When two Alaska residents with separate policies marry or move in together, combining their vehicles onto one policy typically lowers the combined premium through the multi-car discount. The discount requires every vehicle to sit on the same policy, and most carriers require the cars to be garaged at the same address. A vehicle titled to someone outside the household or garaged at a different address may not qualify for the same-policy discount.

Combining policies mid-term re-rates both policies as one. The new combined rate reflects the driving records, ages, and vehicle profiles of both parties. If one driver carries a recent violation or accident, that history affects the combined premium. Timing the combination around a renewal date avoids a mid-term adjustment and gives you a full term to compare the combined rate against keeping separate policies.

Compare Carriers That Write Multi-Car Policies in Alaska

Alaska's tort liability system does not change how the multi-car discount works, but it does change which coverages you need to evaluate across your household's vehicles. Start by confirming every car meets the state's $50,000/$100,000/$25,000 minimums. Then decide whether to add uninsured motorist coverage, given the 12.5 percent uninsured rate, and whether to carry collision and comprehensive on each vehicle based on its value and lien status.
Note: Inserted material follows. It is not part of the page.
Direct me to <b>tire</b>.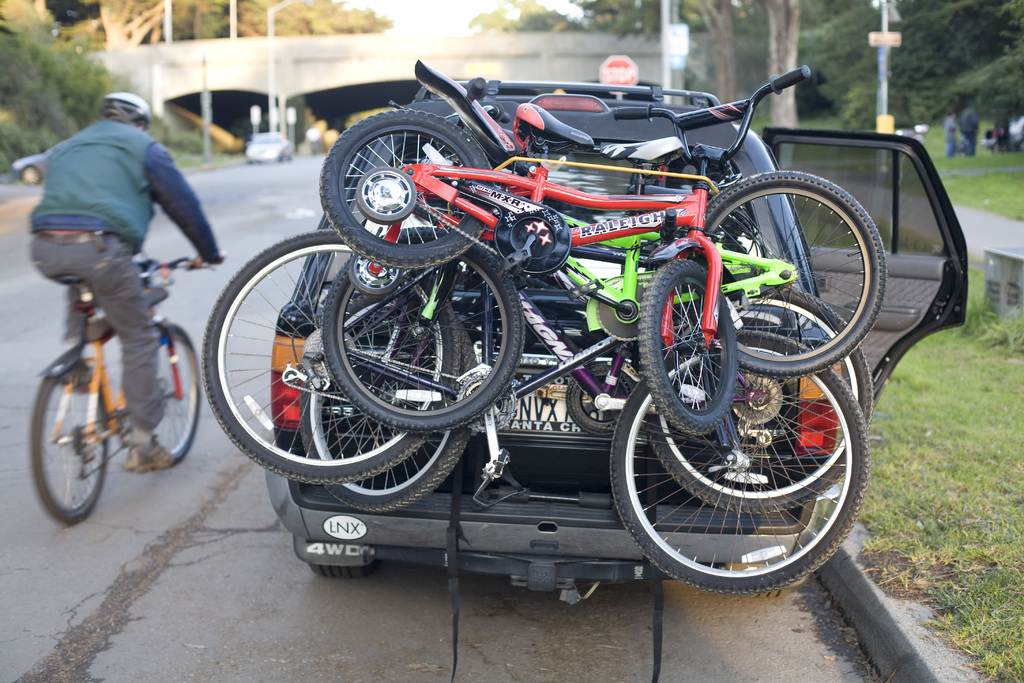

Fifteen carriers write multi-car policies in Alaska. Not all offer the same discount structure or accept the same driver profiles. Compare quotes from carriers that write your household's vehicles, confirm the multi-car discount applies, and verify that optional coverages like uninsured motorist and PIP are priced consistently across the quotes. The lowest combined premium comes from the carrier that prices your household's specific risk profile most competitively, not from the carrier with the largest advertised discount.